The art that I love - 12
What is art in the first place? Is something that a celebrity made on canvas automatically art? What makes a creation actual art? Why do I get when I google female artist always a singer? Is there no added value to be presented first when one creates something really good like art?
The expression or application of human creative skill and imagination, typically in a visual form such as painting or sculpture, producing works to be appreciated primarily for their beauty or emotional power. That's a simple enough explanation of what art is, isn't it? Or is it?

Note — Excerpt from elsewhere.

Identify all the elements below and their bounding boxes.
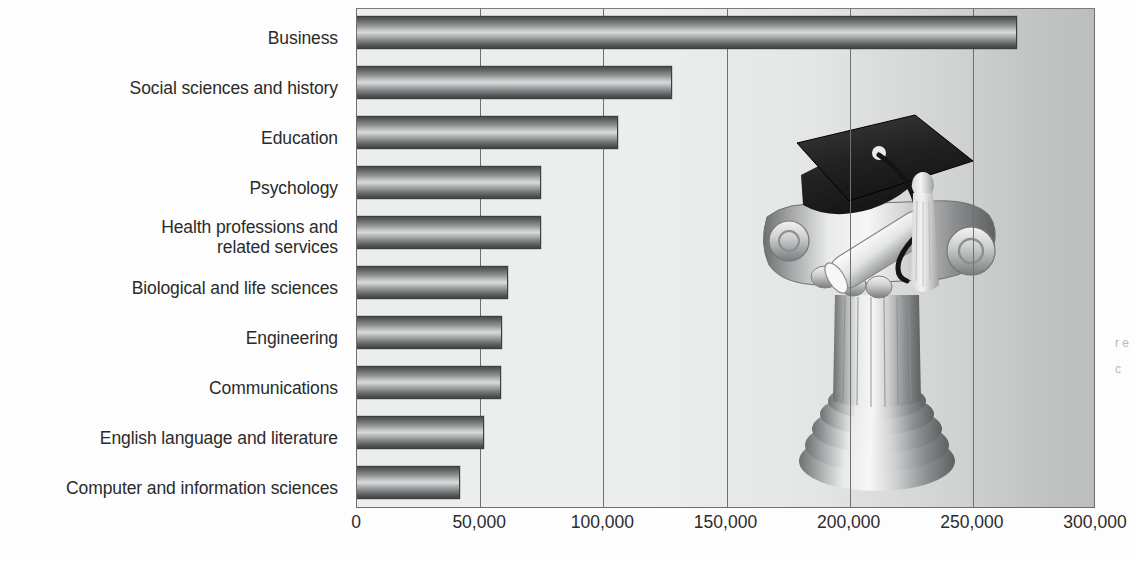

Could we just be trading in one set of values for another this last century of ours? I mean, take a very day commercial and compare it to anything one might find in an art gallery today. Where does one see the most applayed skill and imagination?
Beauty and emotional power. I'm sure that one could get a consensus on what are these days the greatest inventions of that. Wouldn't you then return to the banal commercial instead of the high brow piece of so-called real art? Yes, it's almost the Andy Warhol argument but then taken from the other side.
Warhol's work reflected the idea that society has lost the uniqueness carried in individually made items. Therefore, his art showed a world solely focused on making money and not on producing products of quality. Was he right? Or should be just alter our value system to suit our senses better?
Marshall McLuhan once uttered that “Art is anything you can get away with.” But yet, at its very core, the quote speaks to the idea that creativity and innovation often involves pushing boundaries and taking risks. Not every commercial one comes across these days does that.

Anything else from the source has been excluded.